Vernon Bellecourt sought to distance the American Indian Movement from Russell Means and his legal problems [recently]."I've been getting calls from the Dine' people who know about our movement. They express real concern about this latest incident," Bellecourt, a founder and long-time member of AIM, said. "It's one in a series, we understand."
Means was arrested in Chinle on Dec. 29, charged with battery against Leon Grant, his father-in-law. Bellecourt, a national representative to AIM's grand governing council, said the alleged battery showed disrespect for elders. AIM is a spiritual movement, working for a rebirth of traditional Indian spiritualism, teaching and values. As such, "...We highly revere and respect our elders," Bellecourt said. "People that connect this act with the American Indian Movement would be misled if they didn't understand that those are some very serious concerns."
Bellecourt learned of the arrest when a long-standing AIM member in the Navajo Department of Behavioral Health faxed him a copy of the article in Friday's MDUL Independent.
"We just wanted to make clear that Russell Means has resigned from the American Indian Movement on at least six occasions," said Bellecourt, a member of the Anishinabe (Chippewa) tribe, Ojibwe Nation. He spoke by phone from his residence in Minneapolis.
"We just want to make sure that it's very clear to the Dine' nation and to your readers that this man is no longer, and hasn't been by his own actions, associated with the American Indian Movement."
In 1995, Means challenged the authority of the Navajo Nation Supreme Court when it ruled against him in a dispute over the paternity of Tatunka Means, who Means claims is his son.
"It concerns us that whenever somebody who's a past personality in our movement runs into difficulty, the first thing they start doing is challenging the sovereignty, the very thing we stand for, the right of tribes to control their own destiny," Bellecourt said.
In his "real life" _ before leaving AIM _ Means condemned James Fennimore Cooper's novel "Last of the Mohicans." Since starring in the 1994 remake and Disney's "Pocahontas," Means now claims those are the two greatest films ever made about Indian people, Bellecourt said. Bellecourt was also concerned that many Dine' people were upset by Means' portrayal of a Navajo medicine man in Oliver Stone's movie "Natural Born Killers." Means was shown handling rattlesnakes in the film, but snakes are considered unwholesome creatures by the Dine'.
Means once told areporter that snakes had been taboo among the Navajo only since they were introduced to Christianity and the myth of the Garden of Eden.
Bellecourt also criticized Means' 1995 autobiography, "Where White Men Fear To Tread," in regard to its history of AIM. Not one of the people in the movement was asked by Means' co-author, Marvin J. Wolf, to confirm Means' version of events, Bellecourt said.
"It's a very reckless book.
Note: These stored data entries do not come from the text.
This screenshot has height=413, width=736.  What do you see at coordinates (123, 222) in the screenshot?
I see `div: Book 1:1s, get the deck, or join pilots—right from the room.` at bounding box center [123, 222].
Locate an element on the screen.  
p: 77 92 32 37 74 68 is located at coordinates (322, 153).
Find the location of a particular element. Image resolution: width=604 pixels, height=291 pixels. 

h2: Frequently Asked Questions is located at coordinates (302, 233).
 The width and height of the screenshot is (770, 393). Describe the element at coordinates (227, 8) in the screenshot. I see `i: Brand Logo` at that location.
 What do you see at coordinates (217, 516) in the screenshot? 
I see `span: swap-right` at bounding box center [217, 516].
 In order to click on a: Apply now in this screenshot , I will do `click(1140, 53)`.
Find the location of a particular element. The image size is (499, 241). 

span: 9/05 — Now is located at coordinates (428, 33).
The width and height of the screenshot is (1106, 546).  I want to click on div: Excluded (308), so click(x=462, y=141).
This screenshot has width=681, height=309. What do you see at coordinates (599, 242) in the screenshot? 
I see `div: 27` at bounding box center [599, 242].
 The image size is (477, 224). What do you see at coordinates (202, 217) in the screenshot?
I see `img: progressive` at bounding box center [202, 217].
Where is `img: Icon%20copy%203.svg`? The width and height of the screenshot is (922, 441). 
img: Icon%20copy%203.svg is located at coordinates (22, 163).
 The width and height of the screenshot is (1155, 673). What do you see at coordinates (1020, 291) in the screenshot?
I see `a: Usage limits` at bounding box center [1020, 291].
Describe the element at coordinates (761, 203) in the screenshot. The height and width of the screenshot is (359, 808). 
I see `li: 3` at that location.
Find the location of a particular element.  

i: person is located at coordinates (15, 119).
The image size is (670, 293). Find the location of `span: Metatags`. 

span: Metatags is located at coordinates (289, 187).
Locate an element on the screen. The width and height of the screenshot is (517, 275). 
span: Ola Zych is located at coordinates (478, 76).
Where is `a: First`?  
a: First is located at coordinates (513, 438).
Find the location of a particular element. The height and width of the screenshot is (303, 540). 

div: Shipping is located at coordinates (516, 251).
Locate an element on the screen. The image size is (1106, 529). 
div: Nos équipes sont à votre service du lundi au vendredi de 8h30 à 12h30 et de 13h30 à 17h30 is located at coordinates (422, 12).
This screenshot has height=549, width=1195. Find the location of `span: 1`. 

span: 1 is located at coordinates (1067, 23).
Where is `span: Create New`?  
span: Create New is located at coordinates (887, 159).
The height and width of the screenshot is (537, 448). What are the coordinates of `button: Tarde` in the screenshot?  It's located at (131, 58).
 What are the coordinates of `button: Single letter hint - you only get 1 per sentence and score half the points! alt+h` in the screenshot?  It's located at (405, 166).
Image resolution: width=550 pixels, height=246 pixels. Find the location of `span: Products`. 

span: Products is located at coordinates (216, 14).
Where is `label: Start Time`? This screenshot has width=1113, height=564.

It puts out a lot of inaccuracies and petty attacks on people that are seen as very divisive."
Bellecourt also sought to distance AIM from what he described as Means' recent forays into conservative politics. In the 1980s, Means traveled to Nicaragua to help rebel bands of Meskito Indians who were allied with the antirevolutionary Contras.
Means was being manipulated by reactionary elements under the guise of patriotism, Bellecourt said. He believes Means has allied himself with reactionary elements who seek to discredit AIM _ a campaign which goes back, in one form or another, to the Nixon administration.
"We don't take any joy in seeing this happen to a man who at one time was very active in the movement, but obviously whose vision has taken him on in another direction," Bellecourt said. "We have to disassociate ourselves from this kind of behavior... A lot of people feel at this point that Russell Means really needs some help."